Program behavior is controlled by manually setting the boolean fields of the beh_par structure defined in load_behavior_parameters3D.m.
Parameters specific to each input image sequence can be found in the following configuration files, located in each input sequence folder:
| Filename | Parameters |
|---|---|
3Dim_seq_par.xlsx |
Image-sequence properties |
3DOF_calc_par.xlsx |
Optical-flow calculation parameters |
3Ddisp_par.xlsx |
Figure display and saving parameters |
The output DVF arrays, visualization files, and performance log files, including the registration root-mean-square error, are saved in the folders Optical flow calculation results mat files, Optical flow projection images, and Log files, respectively. These folders are automatically created if they do not exist.
Note: An optional Python utility, create_gif.py, can be run to assemble selected optical-flow projection images into an animated GIF. The script expects JPG frames named frame_1.jpg, frame_2.jpg, etc. in the Optical flow projection images/out folder and writes output.gif in the repository root.
Grid-search-based hyperparameter selection can be performed by executing Lucas_Kanade_Pyramidal_Optical_Flow_Optimization_Main.m in MATLAB from the repository root.
The hyperparameter grid can be configured in load_3DOF_hyperparameters.m.
Grid-search performance is recorded in DVF optim log file.txt and DVF hyperpar influence [date and time].txt inside the Log files folder.
Running the MATLAB code requires MATLAB's Image Processing Toolbox, as it calls functions such as imgaussfilt3 and dicomread.
The optional GIF-generation utility create_gif.py requires Python with Pillow, imported as PIL.

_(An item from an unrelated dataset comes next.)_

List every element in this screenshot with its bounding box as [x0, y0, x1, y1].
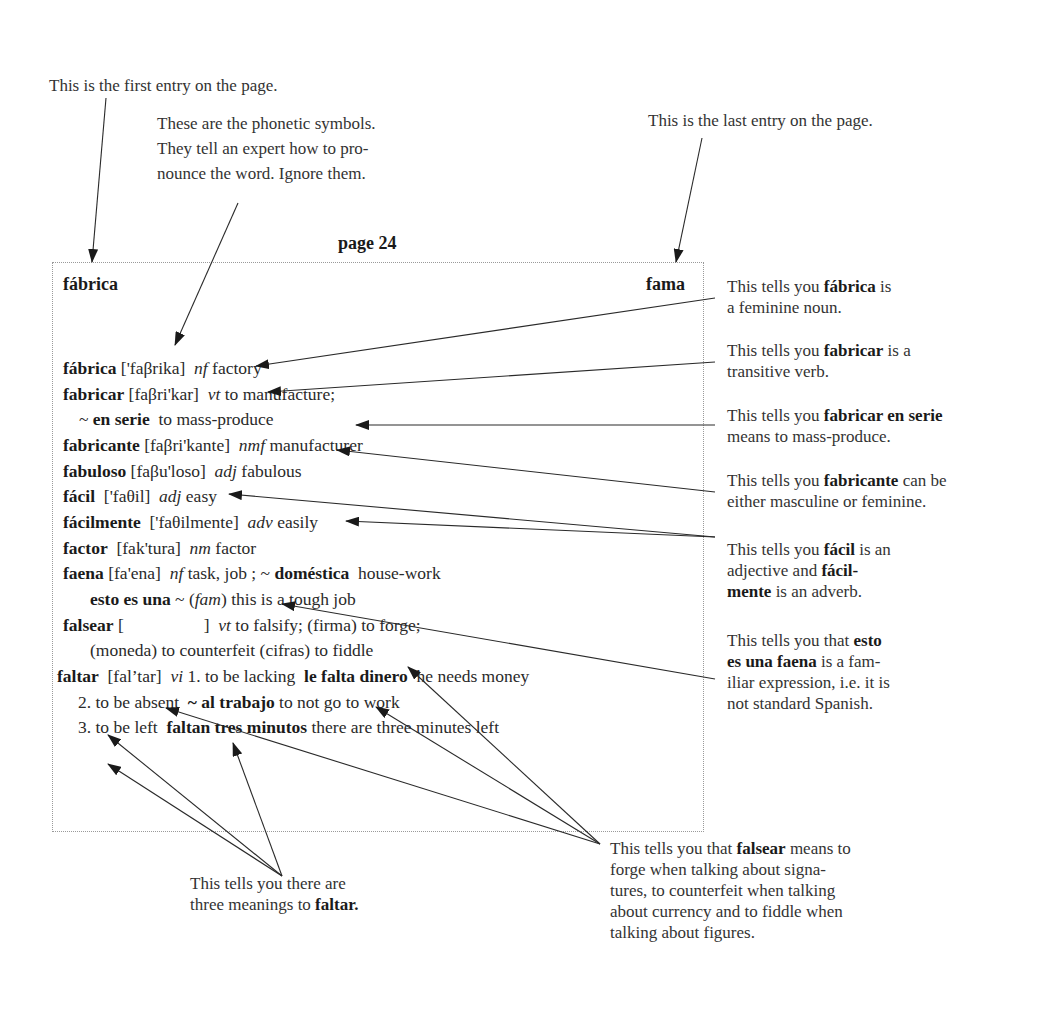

This repository supports the findings in the following article:
Michel Pohl, Mitsuru Uesaka, Kazuyuki Demachi, Ritu Bhusal Chhatkuli, "Prediction of the motion of chest internal points using a recurrent neural network trained with real-time recurrent learning for latency compensation in lung cancer radiotherapy", Computerized Medical Imaging and Graphics, Volume 91, 2021, 101941, ISSN 0895-6111 [published version] [arXiv]
Two other repositories contain code components supporting the article above:
- Multivariate time-series forecasting with an RNN trained with RTRL: https://github.com/pohl-michel/time-series-forecasting-rtrl
- 3D image warping with Nadaraya–Watson kernel regression: https://github.com/pohl-michel/Nadaraya-Watson-3D-image-warping
Our implementation of the Lucas–Kanade optical-flow algorithm is based on the pyramidal, iterative framework described in the following article:
Jean-Yves Bouguet, "Pyramidal implementation of the affine Lucas Kanade feature tracker description of the algorithm", Intel corporation 5.1-10 (2001): 4 [article]
Please cite the relevant article(s) if you use this code in your research.
This repository is released under the BSD-3-Clause license.